What Is Cloud Privacy?
Cloud privacy refers to the protection of personal and sensitive data stored on remote servers (the cloud) operated by third-party providers. When you upload files to Google Drive, sync photos to iCloud, or save documents to Dropbox, those files leave your device and reside on servers owned and operated by someone else.
Cloud privacy concerns center on three questions
1. Who can access your data (the provider, their employees, government authorities)? 2. What happens to your data if the provider is breached? 3. How is your data used commercially (advertising, analytics, product development)?
What Cloud Providers Can See
Standard cloud storage providers (Google Drive, Dropbox, OneDrive, iCloud) encrypt your data at rest and in transit. However, they typically hold the encryption keys — meaning they can decrypt and access your data.
What this enables:
- Provider employees with appropriate access levels can view your files
- Legal orders can compel providers to produce your data
- Machine learning systems may analyze your content to improve products or target advertising
- In a breach, your files could be exposed in plaintext
The Zero-Knowledge Alternative
End-to-end encrypted (zero-knowledge) cloud storage providers encrypt data on your device before uploading. The provider holds only encrypted data and cannot decrypt it.
Zero-knowledge providers:
- ProtonDrive: Zero-knowledge, integrated with ProtonMail ecosystem
- Tresorit: Zero-knowledge, strong legal jurisdiction (Swiss/EU)
- Internxt: Decentralized zero-knowledge storage
Adding Client-Side Encryption to Standard Cloud Storage
If you want to use Google Drive, Dropbox, or OneDrive but add zero-knowledge encryption:
Cryptomator: Free, open-source tool that encrypts files on your device before they sync to any cloud service. Creates an encrypted vault that only you can open. Works with any cloud provider.
Usage: Install Cryptomator, create a vault in your cloud storage folder, add files to the vault. The vault appears as an encrypted container to the cloud provider — they see encrypted bytes, not your files.
Email and Cloud Storage Connection
Files shared via email and files stored in cloud accounts are often connected. Using Temp90 for service registrations keeps your registration email separate from cloud storage accounts. But for cloud storage itself, a dedicated permanent email (not temporary) is necessary for ongoing account access.
Best Practices for Cloud Privacy
Store sensitive files only in zero-knowledge encrypted storage. Use Cryptomator to encrypt sensitive files before syncing to standard cloud providers. Review sharing settings — cloud files and folders shared with "anyone with the link" are effectively public. Audit app integrations — many apps request access to your cloud storage. Revoke access from apps you no longer use. Enable 2FA on cloud storage accounts. Understand what each service scans — some providers scan files for copyright violations, malware, and policy compliance.
Types of Data and Appropriate Storage
Public / non-sensitive (work documents, public resources): Standard cloud storage is fine. Personal / semi-sensitive (personal photos, correspondence): Consider a privacy-respecting provider or client-side encryption. Highly sensitive (legal documents, financial records, health records): Zero-knowledge encrypted storage (ProtonDrive, Tresorit) or locally encrypted storage. Confidential business data: Enterprise-grade encrypted solutions with appropriate access controls.
Frequently Asked Questions
Is iCloud private?
iCloud encrypts data in transit and at rest, but Apple holds the encryption keys for most iCloud data (with the exception of iCloud Advanced Data Protection, which enables end-to-end encryption for more categories). Apple can produce your iCloud data in response to legal orders.
Does enabling iCloud Advanced Data Protection make iCloud zero-knowledge?
Advanced Data Protection enables end-to-end encryption for most iCloud data (photos, notes, backups), meaning Apple cannot decrypt them. It does not cover iCloud Mail, Contacts, or Calendars, which remain encrypted with Apple-held keys.
Can I use Cryptomator on mobile?
Yes. Cryptomator has apps for iOS and Android, allowing you to access encrypted vaults from mobile devices.
Conclusion
Cloud storage offers convenience that has become central to modern digital life, but it comes with privacy tradeoffs that vary significantly by provider and data sensitivity. Zero-knowledge storage eliminates the provider access problem for the most sensitive data. Client-side encryption tools like Cryptomator provide the same protection for standard cloud providers. Understanding which data requires which level of protection — and using appropriate storage accordingly — is the foundation of practical cloud privacy.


*Work to complete*.
Each entry below is to be copied verbatim, with no line missing.

*Supplied data*.
^^^^^^^^

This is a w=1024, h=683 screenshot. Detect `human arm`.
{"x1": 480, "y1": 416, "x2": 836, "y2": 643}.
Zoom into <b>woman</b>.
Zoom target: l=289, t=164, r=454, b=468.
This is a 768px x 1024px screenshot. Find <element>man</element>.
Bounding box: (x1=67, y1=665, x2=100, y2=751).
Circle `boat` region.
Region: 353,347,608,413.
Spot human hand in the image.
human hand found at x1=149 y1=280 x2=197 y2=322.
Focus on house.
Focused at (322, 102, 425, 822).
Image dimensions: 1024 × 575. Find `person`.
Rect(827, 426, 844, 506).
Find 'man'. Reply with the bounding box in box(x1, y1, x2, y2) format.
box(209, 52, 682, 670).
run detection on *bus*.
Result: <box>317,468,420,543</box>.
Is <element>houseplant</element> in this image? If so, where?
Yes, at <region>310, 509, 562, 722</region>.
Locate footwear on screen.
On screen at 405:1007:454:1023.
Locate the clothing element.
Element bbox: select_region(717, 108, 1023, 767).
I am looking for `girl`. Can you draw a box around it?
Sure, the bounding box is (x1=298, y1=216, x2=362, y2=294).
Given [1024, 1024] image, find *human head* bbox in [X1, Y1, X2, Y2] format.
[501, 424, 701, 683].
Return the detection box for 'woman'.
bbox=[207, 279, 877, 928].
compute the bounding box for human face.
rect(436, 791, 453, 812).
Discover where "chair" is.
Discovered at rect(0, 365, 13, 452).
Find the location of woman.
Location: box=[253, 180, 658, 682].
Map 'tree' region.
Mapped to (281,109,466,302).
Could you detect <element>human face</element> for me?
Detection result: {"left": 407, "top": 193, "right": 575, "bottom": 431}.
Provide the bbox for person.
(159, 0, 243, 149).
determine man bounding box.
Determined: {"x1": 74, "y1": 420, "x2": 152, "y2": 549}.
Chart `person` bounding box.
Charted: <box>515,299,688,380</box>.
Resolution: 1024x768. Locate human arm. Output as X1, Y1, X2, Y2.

^^^^^^^^

*The answer*.
This is a w=1024, h=683 screenshot. Detect `human arm`.
{"x1": 480, "y1": 416, "x2": 836, "y2": 643}.
Zoom into <b>woman</b>.
Zoom target: l=289, t=164, r=454, b=468.
This is a 768px x 1024px screenshot. Find <element>man</element>.
Bounding box: (x1=67, y1=665, x2=100, y2=751).
Circle `boat` region.
Region: 353,347,608,413.
Spot human hand in the image.
human hand found at x1=149 y1=280 x2=197 y2=322.
Focus on house.
Focused at (322, 102, 425, 822).
Image dimensions: 1024 × 575. Find `person`.
Rect(827, 426, 844, 506).
Find 'man'. Reply with the bounding box in box(x1, y1, x2, y2) format.
box(209, 52, 682, 670).
run detection on *bus*.
Result: <box>317,468,420,543</box>.
Is <element>houseplant</element> in this image? If so, where?
Yes, at <region>310, 509, 562, 722</region>.
Locate footwear on screen.
On screen at 405:1007:454:1023.
Locate the clothing element.
Element bbox: select_region(717, 108, 1023, 767).
I am looking for `girl`. Can you draw a box around it?
Sure, the bounding box is (x1=298, y1=216, x2=362, y2=294).
Given [1024, 1024] image, find *human head* bbox in [X1, Y1, X2, Y2] format.
[501, 424, 701, 683].
Return the detection box for 'woman'.
bbox=[207, 279, 877, 928].
compute the bounding box for human face.
rect(436, 791, 453, 812).
Discover where "chair" is.
Discovered at rect(0, 365, 13, 452).
Find the location of woman.
Location: box=[253, 180, 658, 682].
Map 'tree' region.
Mapped to (281,109,466,302).
Could you detect <element>human face</element> for me?
Detection result: {"left": 407, "top": 193, "right": 575, "bottom": 431}.
Provide the bbox for person.
(159, 0, 243, 149).
determine man bounding box.
Determined: {"x1": 74, "y1": 420, "x2": 152, "y2": 549}.
Chart `person` bounding box.
Charted: <box>515,299,688,380</box>.
Resolution: 1024x768. Locate human arm. Output as X1, Y1, X2, Y2.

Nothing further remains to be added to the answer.